Making Comics Rescued These Creators During COVID-19 


On April 1, 2020, it was abundantly clear that New York City was, by all definitions, not OK: Schools, bars, restaurants, and other businesses deemed “non-essential” had suspended operations weeks prior as the COVID-19 death toll steadily climbed. Gabe Fowler, sole proprietor of Desert Island, the legendary Williamsburg comic shop, had shuttered its doors and hightailed it out of the city (in his case, to a cabin in Connecticut). Feeling isolated and terrified — the seemingly dominant emotional state at the time — Fowler put out a call via Desert Island’s Instagram account: “We all need something positive to think about, and lots of us have time on our hands,” the post read. “Who wants to make something?”

Rescue Party: A Graphic Anthology of Covid Lockdown (2024) is the result of Fowler’s invitation. Newly published by Pantheon Books, it presents a selection chosen from the over 250 responses Fowler received from more than 50 countries. It also includes warmly personal yet incisive essays by both himself and Hillary Chute, a literary scholar whose prolific writings on the genre (including Graphic Content, her column in the New York Times’s Book Review section) have helped define and defend the form within and beyond the confines of academia. 

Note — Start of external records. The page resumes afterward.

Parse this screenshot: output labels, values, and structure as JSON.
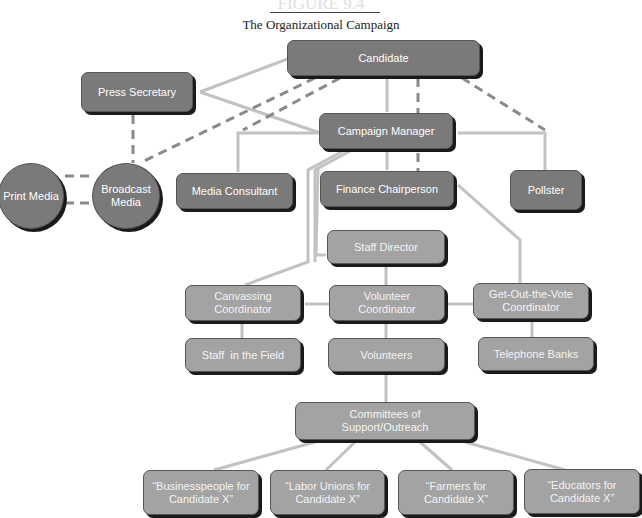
{
  "header": {
    "figure_label": "FIGURE 9.4",
    "title": "The Organizational Campaign"
  },
  "nodes": {
    "candidate": "Candidate",
    "press_secretary": "Press Secretary",
    "campaign_manager": "Campaign Manager",
    "print_media": "Print Media",
    "broadcast_media": "Broadcast Media",
    "media_consultant": "Media Consultant",
    "finance_chairperson": "Finance Chairperson",
    "pollster": "Pollster",
    "staff_director": "Staff Director",
    "canvassing_coordinator": "Canvassing Coordinator",
    "volunteer_coordinator": "Volunteer Coordinator",
    "gotv_coordinator": "Get-Out-the-Vote Coordinator",
    "staff_in_field": "Staff  in the Field",
    "volunteers": "Volunteers",
    "telephone_banks": "Telephone Banks",
    "committees": "Committees of Support/Outreach",
    "businesspeople": "“Businesspeople for Candidate X”",
    "labor_unions": "“Labor Unions for Candidate X”",
    "farmers": "“Farmers for Candidate X”",
    "educators": "“Educators for Candidate X”"
  },
  "colors": {
    "dark_node": "#7a7a7a",
    "light_node": "#a3a3a3",
    "line": "#bdbdbd",
    "dashed_line": "#8a8a8a"
  }
}
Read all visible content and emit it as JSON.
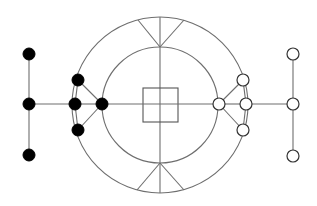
{
  "diagram": {
    "width": 317,
    "height": 206,
    "colors": {
      "line": "#6e6e6e",
      "filled_node": "#000000",
      "open_node_fill": "#ffffff",
      "open_node_stroke": "#333333",
      "background": "#ffffff"
    },
    "center": {
      "x": 160,
      "y": 105
    },
    "rings": [
      {
        "name": "outer-ring",
        "r": 88
      },
      {
        "name": "inner-ring",
        "r": 58
      }
    ],
    "center_square": {
      "x": 143,
      "y": 88,
      "w": 35,
      "h": 34
    },
    "spokes": [
      {
        "name": "vertical-axis",
        "x1": 160,
        "y1": 17,
        "x2": 160,
        "y2": 193
      },
      {
        "name": "top-spoke-left",
        "x1": 160,
        "y1": 47,
        "x2": 138,
        "y2": 20
      },
      {
        "name": "top-spoke-right",
        "x1": 160,
        "y1": 47,
        "x2": 184,
        "y2": 20
      },
      {
        "name": "bottom-spoke-left",
        "x1": 160,
        "y1": 163,
        "x2": 137,
        "y2": 190
      },
      {
        "name": "bottom-spoke-right",
        "x1": 160,
        "y1": 163,
        "x2": 184,
        "y2": 190
      }
    ],
    "nodes": [
      {
        "id": "L1",
        "x": 29,
        "y": 54,
        "type": "filled"
      },
      {
        "id": "L2",
        "x": 29,
        "y": 104,
        "type": "filled"
      },
      {
        "id": "L3",
        "x": 29,
        "y": 155,
        "type": "filled"
      },
      {
        "id": "B1",
        "x": 78,
        "y": 80,
        "type": "filled"
      },
      {
        "id": "B2",
        "x": 75,
        "y": 104,
        "type": "filled"
      },
      {
        "id": "B3",
        "x": 78,
        "y": 130,
        "type": "filled"
      },
      {
        "id": "B4",
        "x": 102,
        "y": 104,
        "type": "filled"
      },
      {
        "id": "W4",
        "x": 219,
        "y": 104,
        "type": "open"
      },
      {
        "id": "W1",
        "x": 243,
        "y": 80,
        "type": "open"
      },
      {
        "id": "W2",
        "x": 246,
        "y": 104,
        "type": "open"
      },
      {
        "id": "W3",
        "x": 243,
        "y": 130,
        "type": "open"
      },
      {
        "id": "R1",
        "x": 293,
        "y": 54,
        "type": "open"
      },
      {
        "id": "R2",
        "x": 293,
        "y": 104,
        "type": "open"
      },
      {
        "id": "R3",
        "x": 293,
        "y": 156,
        "type": "open"
      }
    ],
    "edges": [
      [
        "L1",
        "L2"
      ],
      [
        "L2",
        "L3"
      ],
      [
        "L2",
        "B2"
      ],
      [
        "B1",
        "B2"
      ],
      [
        "B2",
        "B3"
      ],
      [
        "B1",
        "B4"
      ],
      [
        "B2",
        "B4"
      ],
      [
        "B3",
        "B4"
      ],
      [
        "B4",
        "W4"
      ],
      [
        "W4",
        "W1"
      ],
      [
        "W4",
        "W2"
      ],
      [
        "W4",
        "W3"
      ],
      [
        "W1",
        "W2"
      ],
      [
        "W2",
        "W3"
      ],
      [
        "W2",
        "R2"
      ],
      [
        "R1",
        "R2"
      ],
      [
        "R2",
        "R3"
      ]
    ],
    "node_radius": 6
  }
}
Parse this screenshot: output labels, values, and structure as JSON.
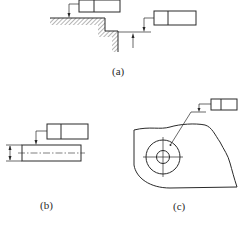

Fowler imposed just a few constraints on his would-be contributors: Submissions mustn’t exceed a standard 9-panel format, and the outlook should be if not positive, then forward-looking at least. Rescue Party is about a shared imagination of what a future beyond COVID-19 might hold. 

As a book, and a visually distinctive one at that, Rescue Party feels like both a celebration and a memorial: We made it. The “we” here is both self-selecting — Fowler and Desert Island are part of a tightly-knit, if wide-ranging creative community — and somewhat universal, as the resulting works are wildly expansive in nature, formally and culturally. Individually, the comics are delightfully dreamy testaments to that scary, suspenseful moment in time — and to hope itself. Its message, as a result, is timeless — more relevant than ever. 

Whether doomscrolling social media or chatting with colleagues and loved ones in what felt like one neverending Zoom meeting, many if not most of us witnessed the pandemic through digital interfaces designed, owned, and operated by a handful of major tech companies. If one object effectively embodied the acute sense of individualized alienation felt by so many in the year 2020, it is the iPhone; if one digital platform allowed us to visually document and self-publish our own pandemic experiences, it is Instagram. At Desert Island, Fowler runs a pretty tightly engaged, if totally indie social media operation. Rescue Party is, in a sense, “born digital,” as its 9-panel format posts perfectly to Instagram’s grid, forming a series of narrative arcs in real time for the shop’s approximately 145K followers. 

Ultimately, Rescue Party conjures a series of questions, some perennial, about and around form. These provocations remain as existential in nature as the pandemic itself: Why does the grid — as well as the physical book — persist as the preferred format for comic artists? What new, novel possibilities does the present-day Internet, in all of its horrors, hold for comic creators in 2024? What gets lost in translation, experientially speaking, when digital is translated into print — and vice versa? Did Rescue Party really need to be transformed into a book at all? The party, it seems, isn’t over yet. 

Rescue Party: A Graphic Anthology of Covid Lockdown, edited by Gabe Fowler and published by Pantheon Books, is available for purchase online and in bookstores.